Search Results
You can also browse by author, browse by source, or view the archives.
Cousins: Jews and Arabs Seek Each Other Out
Absence makes the heart grow fonder. So, it seems, is the rule governing Jews and Arabs: the farther apart they are from one another, the greater their mutual interest, while the greater their proximity, the more antagonistic they seem.
Beer with a Back StoryThursday, October 18, 2012 by Moshe Sokolow | Jewish Ideas Daily » Daily Features
Absence makes the heart grow fonder. So, it seems, is the rule governing Jews and Arabs: the farther apart they are from one another, the greater their mutual interest, while the greater their proximity, the more antagonistic they seem.
Thursday, October 18, 2012 by Editors | Jewish Ideas Daily » Daily Picks
What happens when Israel’s emerging boutique beer culture intersects with the American trend toward getting to know the food one eats? Lost Tribes Brew happens. The New York-based microbrewery produces beers based on recipes gathered from various remote communities claiming Israelite origins, like India’s Bene Menashe and Ethiopia’s Beta Israel.No doubt, part of this is a gimmick: in order to successfully market an odd-tasting beer brewed by a bunch of Jewish twenty-somethings in upstate New York, you need to have a good story, like one that connects your customer to real or imagined ancient Israelite foodways (note that the JTA...
One-Step Ethics
For 13 years in the New York Times Magazine, Randy Cohen’s weekly column, “The Ethicist,” posed and answered ethical questions from readers. I turned to the book for a summation of his ethical sensibility—and found evidence of both his decency and the limits of his secular approach, which in turn highlight a danger society currently faces.
It’s Not Libya, It’s SyriaWednesday, October 17, 2012 by Gil Student | Jewish Ideas Daily » Daily Features
For 13 years in the New York Times Magazine, Randy Cohen’s weekly column, “The Ethicist,” posed and answered ethical questions from readers. I turned to the book for a summation of his ethical sensibility—and found evidence of both his decency and the limits of his secular approach, which in turn highlight a danger society currently faces.
Wednesday, October 17, 2012 by Jackson Diehl | Jewish Ideas Daily » Daily Picks
Though the Libyan assassinations were a calamity, the Syrian civil war reveals a much deeper, more dangerous U.S. policy failure.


**Required work**. Count every line below that holds the word "title", and give the number with no other words.

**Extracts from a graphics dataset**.

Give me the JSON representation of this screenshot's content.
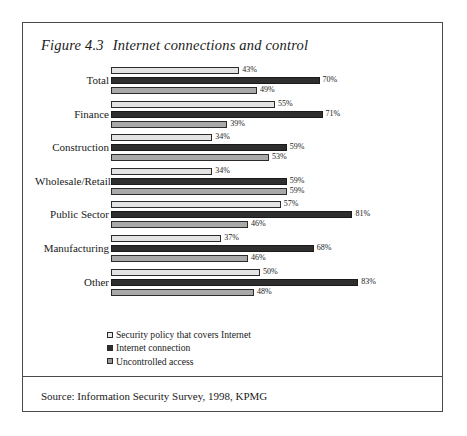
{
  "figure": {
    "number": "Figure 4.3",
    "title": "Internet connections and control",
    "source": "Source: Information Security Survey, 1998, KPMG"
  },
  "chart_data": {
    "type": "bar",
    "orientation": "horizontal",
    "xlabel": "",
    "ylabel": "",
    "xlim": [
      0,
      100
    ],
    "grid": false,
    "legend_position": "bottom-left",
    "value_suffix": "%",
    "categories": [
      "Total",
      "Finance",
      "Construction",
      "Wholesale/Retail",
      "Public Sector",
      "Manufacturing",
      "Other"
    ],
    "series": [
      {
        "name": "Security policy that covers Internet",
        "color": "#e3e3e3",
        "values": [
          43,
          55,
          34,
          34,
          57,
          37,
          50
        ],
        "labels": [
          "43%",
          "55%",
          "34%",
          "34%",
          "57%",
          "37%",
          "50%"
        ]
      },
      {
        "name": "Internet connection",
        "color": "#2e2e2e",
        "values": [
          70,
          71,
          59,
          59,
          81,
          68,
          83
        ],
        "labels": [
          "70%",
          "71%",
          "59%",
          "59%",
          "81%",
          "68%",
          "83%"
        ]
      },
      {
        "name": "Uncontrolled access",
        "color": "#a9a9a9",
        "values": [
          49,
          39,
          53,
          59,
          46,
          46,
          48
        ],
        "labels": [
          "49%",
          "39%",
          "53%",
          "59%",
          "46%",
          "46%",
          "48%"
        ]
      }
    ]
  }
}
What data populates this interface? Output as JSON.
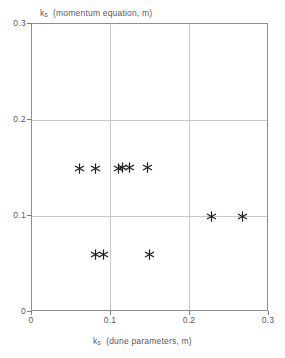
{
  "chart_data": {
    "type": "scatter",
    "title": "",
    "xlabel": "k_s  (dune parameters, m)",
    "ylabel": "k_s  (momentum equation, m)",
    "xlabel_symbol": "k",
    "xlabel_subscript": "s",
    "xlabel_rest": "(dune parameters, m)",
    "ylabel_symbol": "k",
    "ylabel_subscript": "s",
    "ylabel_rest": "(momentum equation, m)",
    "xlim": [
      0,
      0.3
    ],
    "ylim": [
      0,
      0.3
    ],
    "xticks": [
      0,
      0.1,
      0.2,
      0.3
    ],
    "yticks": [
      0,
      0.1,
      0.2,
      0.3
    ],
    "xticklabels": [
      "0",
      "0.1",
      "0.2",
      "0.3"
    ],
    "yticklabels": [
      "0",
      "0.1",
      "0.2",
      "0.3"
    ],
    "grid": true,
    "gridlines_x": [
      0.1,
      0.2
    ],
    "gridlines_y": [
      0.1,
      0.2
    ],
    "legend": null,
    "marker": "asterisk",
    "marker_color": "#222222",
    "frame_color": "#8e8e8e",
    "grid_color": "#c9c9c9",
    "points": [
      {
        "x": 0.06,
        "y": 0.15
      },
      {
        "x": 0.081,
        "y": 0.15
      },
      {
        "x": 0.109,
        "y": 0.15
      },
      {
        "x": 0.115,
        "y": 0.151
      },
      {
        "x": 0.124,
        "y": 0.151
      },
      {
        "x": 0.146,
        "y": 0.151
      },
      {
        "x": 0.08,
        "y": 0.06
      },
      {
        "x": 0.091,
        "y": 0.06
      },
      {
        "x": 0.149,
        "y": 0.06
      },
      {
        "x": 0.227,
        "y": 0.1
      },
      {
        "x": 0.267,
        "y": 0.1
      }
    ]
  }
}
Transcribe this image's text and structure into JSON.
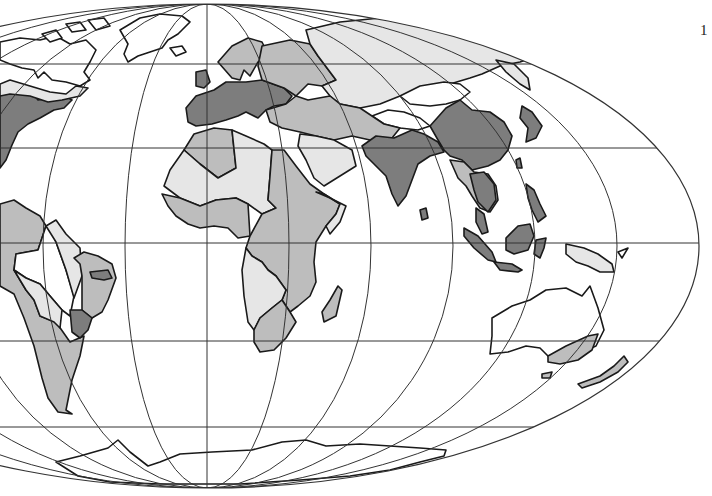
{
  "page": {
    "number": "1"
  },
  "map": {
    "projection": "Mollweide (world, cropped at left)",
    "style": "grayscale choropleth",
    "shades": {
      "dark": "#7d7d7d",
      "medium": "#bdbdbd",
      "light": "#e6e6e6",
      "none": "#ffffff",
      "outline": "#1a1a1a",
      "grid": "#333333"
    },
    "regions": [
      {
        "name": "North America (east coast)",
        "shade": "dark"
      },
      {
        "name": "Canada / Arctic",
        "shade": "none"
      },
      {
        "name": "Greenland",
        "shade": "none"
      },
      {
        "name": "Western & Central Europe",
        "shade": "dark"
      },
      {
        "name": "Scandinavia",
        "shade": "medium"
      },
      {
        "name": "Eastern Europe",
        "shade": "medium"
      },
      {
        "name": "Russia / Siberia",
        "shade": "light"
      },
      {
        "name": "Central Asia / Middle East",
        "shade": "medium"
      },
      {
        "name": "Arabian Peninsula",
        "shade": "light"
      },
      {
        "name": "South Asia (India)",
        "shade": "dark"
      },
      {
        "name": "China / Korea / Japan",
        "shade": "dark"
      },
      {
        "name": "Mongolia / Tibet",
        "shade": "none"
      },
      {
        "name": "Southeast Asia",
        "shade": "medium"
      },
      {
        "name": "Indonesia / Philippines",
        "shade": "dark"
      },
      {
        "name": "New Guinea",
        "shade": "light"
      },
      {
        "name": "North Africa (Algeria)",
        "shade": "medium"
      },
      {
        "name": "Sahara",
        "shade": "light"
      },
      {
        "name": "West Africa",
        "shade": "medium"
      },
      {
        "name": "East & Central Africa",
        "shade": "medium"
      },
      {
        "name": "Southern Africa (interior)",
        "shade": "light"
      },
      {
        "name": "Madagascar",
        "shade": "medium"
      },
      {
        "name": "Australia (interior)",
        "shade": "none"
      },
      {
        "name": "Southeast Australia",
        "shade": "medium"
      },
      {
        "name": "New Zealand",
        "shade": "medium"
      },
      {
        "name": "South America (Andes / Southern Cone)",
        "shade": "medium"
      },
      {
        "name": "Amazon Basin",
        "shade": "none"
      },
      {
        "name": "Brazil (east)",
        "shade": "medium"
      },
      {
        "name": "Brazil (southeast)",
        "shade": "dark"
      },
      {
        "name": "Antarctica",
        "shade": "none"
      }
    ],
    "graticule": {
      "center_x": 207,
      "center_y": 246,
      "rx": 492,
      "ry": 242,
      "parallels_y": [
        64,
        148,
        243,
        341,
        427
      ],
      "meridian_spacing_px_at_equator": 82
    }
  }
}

**Answer below**. 2